Monday, November 8, 2010

Tripping Uptown

So...a brief vacation from writing due to illness and the busywork that follows being unable to do anything for a week. Hope I was missed. Here's my latest...


I lost the stomach for downtown a decade ago. When I retreated to the suburbs, I left behind at least a million unread words. Manuals on bookshelves, PowerPoint presentations, corporate newsletters, annual reports... unappreciated gifts of a stifled imagination.


Occasionally I return to the core, but only to shop, a project for which I am wholly ill-suited.


Unaccustomed to the train, I am a clumsy traveler. I forget to buy my ticket before I descend to the platform, then I forget where I put it. I touch the handrail on the staircase then discover I’m out of hand sanitizer.


I sit at the edge of my seat. I touch nobody, nothing. I am not fond of the smell.


Near the downtown station where I exit, an old man sits crumpled in a corner near a door, a hat laid in his lap.


I walk past him, then stop. I find my wallet easily enough, but when I try to unzip it, the paper money gets clenched in the teeth and the zipper stalls. I pull at the bills to free them, shreds of currency flutter to the greasy sidewalk. I am sweating by the time I liberate a twenty.


I put it in the old man’s hat. It takes a moment for him to notice, then he looks up and into my eyes. “God bless you,” he says.


I want to say, “he already has” but I cannot. I struggle with belief.


“Spend it like you found it,” I offer, and he smiles a dark, gummy smile.


“You’re an angel,” he tells me and I smile too.


The secret to being perfect, it seems, is to show up infrequently, with a gift, and say something that makes a little, but not too much sense.


Feeling the love without, and the love within,

Kari


1 comment:

  1. Hmm...Kari, I think you don't give yourself enough credit for being occasionally perfect. At least as occasionally as the rest of us. Don't you think that the art of being perfect has a lot to do with intentions and caring? You're so good at both of those...

    I know that most of us measure by results. We're so results oriented that if life doesn't come off like a TV show, we think it's not worth it.

    I'd like to mention that I think that intentions are really important, and that love makes up for a lot of stuck zippers, missing hand sanitizer, and unappreciated manuals.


For this exercise, print the listing below exactly, without its pictures.

*** Given information ***

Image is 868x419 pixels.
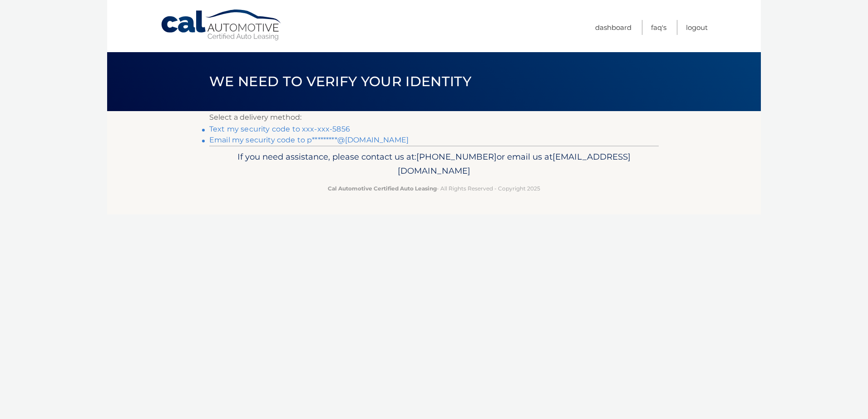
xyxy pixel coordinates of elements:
a: Email my security code to p*********@[DOMAIN_NAME] [209,136,408,144]
p: Select a delivery method: [209,111,658,123]
a: Text my security code to xxx-xxx-5856 [209,125,350,133]
a: Cal Automotive [160,9,282,41]
p: - All Rights Reserved - Copyright 2025 [216,184,652,193]
strong: Cal Automotive Certified Auto Leasing [328,185,437,192]
span: We need to verify your identity [209,73,472,90]
p: If you need assistance, please contact us at: or email us at [216,150,652,179]
a: Logout [686,20,708,35]
a: FAQ's [651,20,666,35]
span: [PHONE_NUMBER] [416,151,497,162]
a: Dashboard [595,20,631,35]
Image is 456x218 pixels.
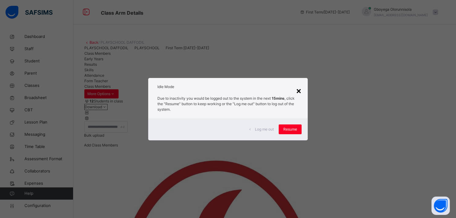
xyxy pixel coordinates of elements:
[296,84,302,97] div: ×
[283,126,297,132] span: Resume
[272,96,284,101] strong: 15mins
[157,84,299,90] h2: Idle Mode
[157,96,299,112] p: Due to inactivity you would be logged out to the system in the next , click the "Resume" button t...
[255,126,274,132] span: Log me out
[431,196,450,215] button: Open asap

*** End of Given information ***

● **Reply**:
Image is 868x419 pixels.
xyxy pixel coordinates of elements:
a: Email my security code to p*********@[DOMAIN_NAME] [209,136,408,144]
p: Select a delivery method: [209,111,658,123]
a: Text my security code to xxx-xxx-5856 [209,125,350,133]
a: Cal Automotive [160,9,282,41]
p: - All Rights Reserved - Copyright 2025 [216,184,652,193]
strong: Cal Automotive Certified Auto Leasing [328,185,437,192]
span: We need to verify your identity [209,73,472,90]
p: If you need assistance, please contact us at: or email us at [216,150,652,179]
a: Logout [686,20,708,35]
a: FAQ's [651,20,666,35]
span: [PHONE_NUMBER] [416,151,497,162]
a: Dashboard [595,20,631,35]
Image is 456x218 pixels.
xyxy pixel coordinates of elements:
[296,84,302,97] div: ×
[283,126,297,132] span: Resume
[272,96,284,101] strong: 15mins
[157,84,299,90] h2: Idle Mode
[157,96,299,112] p: Due to inactivity you would be logged out to the system in the next , click the "Resume" button t...
[255,126,274,132] span: Log me out
[431,196,450,215] button: Open asap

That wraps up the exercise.